14:00–14:20
Minoo Nassajian
Uniform Meaning Representation for a Low Resource Language (Persian)
Abstract: Uniform Meaning Representation (UMR), which is primarily based on Abstract Meaning Representation (AMR), can be considered as one of the frameworks providing a consistent semantic representation across different languages, facilitating better understanding and processing of multilingual data. Furthermore, this framework provides considerable detail about how to represent low-resource languages which are typologically quite distinct from languages like English by abstracting away from language-specific syntax and focusing on the underlying meaning resulting in better processing the semantics of languages with limited data. The current research intends to apply the UMR framework to Persian for the first time. This language is considered as one of the Indo-European languages and has a rich morphology. So, not only can this proposed research boost NLP capabilities for Persian, but it will also advance the wider field of multilingual semantic representation and provide a valuable resource for future research in Persian linguistics and computational linguistics such as information extraction, as UMR consists of both sentence-level representation that focuses on predicate-argument structures and a document-level representation that captures semantic relations that go beyond sentence boundaries.
14:20–14:40
Tomáš Polák
Legal clarity: rules and LLMs
Abstract: Comprehensibility is a key quality of any legal text. Traditional readability metrics, such as the Flesch-Kincaid and the Gunning-Fog index, are simple and objective, but offer limited utility in assessing comprehensibility. More complex comprehensibility rules are better for identifying lexical and syntactic features that undermine legal clarity. Among other features, the PONK tool applies a set of such rules to flag problematic text segments. However, it relies on resource-intensive morphological and syntactic annotations and a complex algorithmic implementation. An alternative—a purely LLM-based approach without instructions containing comprehensibility rules—requires neither, but is less stable, predictable, and explainable. Instructing and constraining LLMs with comprehensibility rules could address these limitations and offset the costs of a rule-based approach. We test this hybrid approach by comparing span annotations generated by rule-prompted LLMs with those produced by the PONK tool's rule engine. Evaluating the performance and stability of this hybrid approach is a critical step towards developing a reliable, low-effort comprehensibility metric with an easily extensible set of rules.
14:40–15:00
Gianluca Vico
Alignable Tokenization
Abstract: Tokenization is the first step in many natural language processing pipelines, but low-resource languages are often over-tokenized, reducing downstream task efficiency.

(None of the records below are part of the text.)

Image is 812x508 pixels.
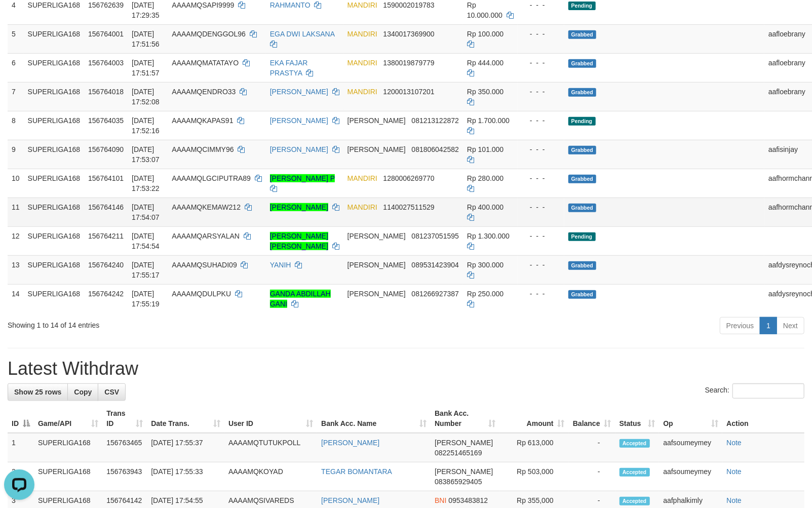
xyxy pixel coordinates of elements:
[619,468,650,477] span: Accepted
[8,316,331,330] div: Showing 1 to 14 of 14 entries
[467,145,503,154] span: Rp 101.000
[88,290,124,298] span: 156764242
[568,31,597,39] span: Grabbed
[98,384,126,401] a: CSV
[705,384,804,399] label: Search:
[412,145,459,154] span: Copy 081806042582 to clipboard
[619,439,650,448] span: Accepted
[384,59,435,67] span: Copy 1380019879779 to clipboard
[568,1,596,10] span: Pending
[659,462,723,492] td: aafsoumeymey
[171,1,234,9] span: AAAAMQSAPI9999
[321,496,380,505] a: [PERSON_NAME]
[8,433,34,462] td: 1
[88,117,124,124] span: 156764035
[8,111,24,140] td: 8
[132,203,160,221] span: [DATE] 17:54:07
[499,404,569,433] th: Amount: activate to sort column ascending
[270,87,328,96] a: [PERSON_NAME]
[24,25,85,53] td: SUPERLIGA168
[467,59,503,67] span: Rp 444.000
[171,203,240,211] span: AAAAMQKEMAW212
[568,88,597,97] span: Grabbed
[171,290,231,298] span: AAAAMQDULPKU
[384,174,435,182] span: Copy 1280006269770 to clipboard
[412,261,459,269] span: Copy 089531423904 to clipboard
[569,404,615,433] th: Balance: activate to sort column ascending
[88,203,124,211] span: 156764146
[384,203,435,211] span: Copy 1140027511529 to clipboard
[24,82,85,111] td: SUPERLIGA168
[132,87,160,106] span: [DATE] 17:52:08
[24,284,85,313] td: SUPERLIGA168
[522,173,560,184] div: - - -
[522,202,560,212] div: - - -
[467,117,509,124] span: Rp 1.700.000
[615,404,660,433] th: Status: activate to sort column ascending
[568,175,597,184] span: Grabbed
[132,1,160,19] span: [DATE] 17:29:35
[317,404,431,433] th: Bank Acc. Name: activate to sort column ascending
[522,87,560,97] div: - - -
[102,433,147,462] td: 156763465
[348,174,378,182] span: MANDIRI
[225,404,317,433] th: User ID: activate to sort column ascending
[8,169,24,197] td: 10
[88,59,124,67] span: 156764003
[619,497,650,505] span: Accepted
[569,433,615,462] td: -
[171,117,233,124] span: AAAAMQKAPAS91
[8,255,24,284] td: 13
[348,87,378,96] span: MANDIRI
[225,433,317,462] td: AAAAMQTUTUKPOLL
[435,438,493,447] span: [PERSON_NAME]
[88,232,124,240] span: 156764211
[171,145,234,154] span: AAAAMQCIMMY96
[435,478,482,485] span: Copy 083865929405 to clipboard
[147,433,225,462] td: [DATE] 17:55:37
[8,140,24,169] td: 9
[384,30,435,38] span: Copy 1340017369900 to clipboard
[8,53,24,82] td: 6
[348,1,378,9] span: MANDIRI
[88,1,124,9] span: 156762639
[522,144,560,154] div: - - -
[24,197,85,227] td: SUPERLIGA168
[348,117,406,124] span: [PERSON_NAME]
[171,174,251,182] span: AAAAMQLGCIPUTRA89
[270,232,328,250] a: [PERSON_NAME] [PERSON_NAME]
[568,290,597,299] span: Grabbed
[132,117,160,135] span: [DATE] 17:52:16
[348,232,406,240] span: [PERSON_NAME]
[412,290,459,298] span: Copy 081266927387 to clipboard
[499,433,569,462] td: Rp 613,000
[270,59,308,77] a: EKA FAJAR PRASTYA
[24,227,85,255] td: SUPERLIGA168
[8,404,34,433] th: ID: activate to sort column descending
[431,404,499,433] th: Bank Acc. Number: activate to sort column ascending
[132,232,160,250] span: [DATE] 17:54:54
[522,58,560,68] div: - - -
[8,284,24,313] td: 14
[760,317,777,335] a: 1
[14,388,61,396] span: Show 25 rows
[467,174,503,182] span: Rp 280.000
[68,384,98,401] a: Copy
[24,255,85,284] td: SUPERLIGA168
[88,30,124,38] span: 156764001
[384,87,435,96] span: Copy 1200013107201 to clipboard
[348,203,378,211] span: MANDIRI
[467,1,503,19] span: Rp 10.000.000
[34,404,102,433] th: Game/API: activate to sort column ascending
[24,140,85,169] td: SUPERLIGA168
[132,290,160,308] span: [DATE] 17:55:19
[270,145,328,154] a: [PERSON_NAME]
[270,30,335,38] a: EGA DWI LAKSANA
[8,25,24,53] td: 5
[147,462,225,492] td: [DATE] 17:55:33
[102,404,147,433] th: Trans ID: activate to sort column ascending
[4,4,34,34] button: Open LiveChat chat widget
[132,174,160,193] span: [DATE] 17:53:22
[171,232,240,240] span: AAAAMQARSYALAN
[467,203,503,211] span: Rp 400.000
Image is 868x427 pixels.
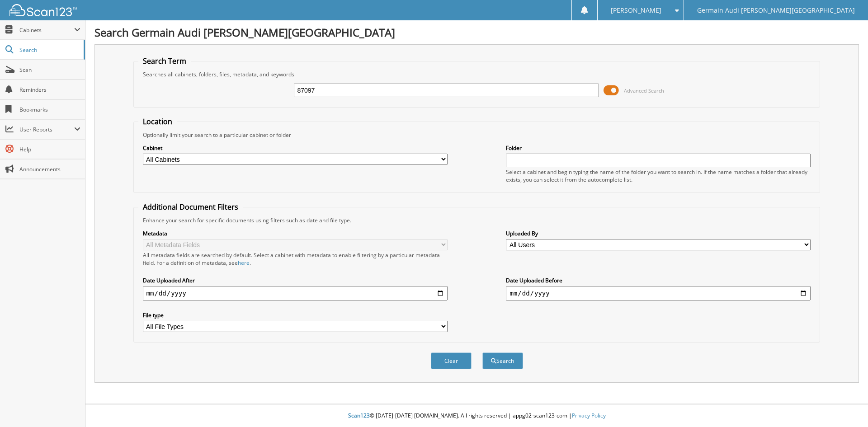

We use parallel data to train a tokenizer that optimizes semantic subword alignment and extends SentencePiece by conditioning on source sentences. We test it in several language pairs and evaluate it both intrinsically and on downstream tasks, namely machine translation and language modelling. The language pairs used are French-Italian (high-resource), Czech-Ukrainian (medium-resource), and Italian-Maltese and German-Upper Sorbian (low-resource).
The intrinsic evaluation includes parity, fertility, and one-to-one alignability. The downstream tasks use chrF++ and byte-level perplexity.
Preliminary results show this tokenizer matches SentencePiece on the intrinsic evaluation but performs similarly or worse in translation tasks.
Future work includes studying noise-robust tokenizers and a quantitative survey on tokenizers.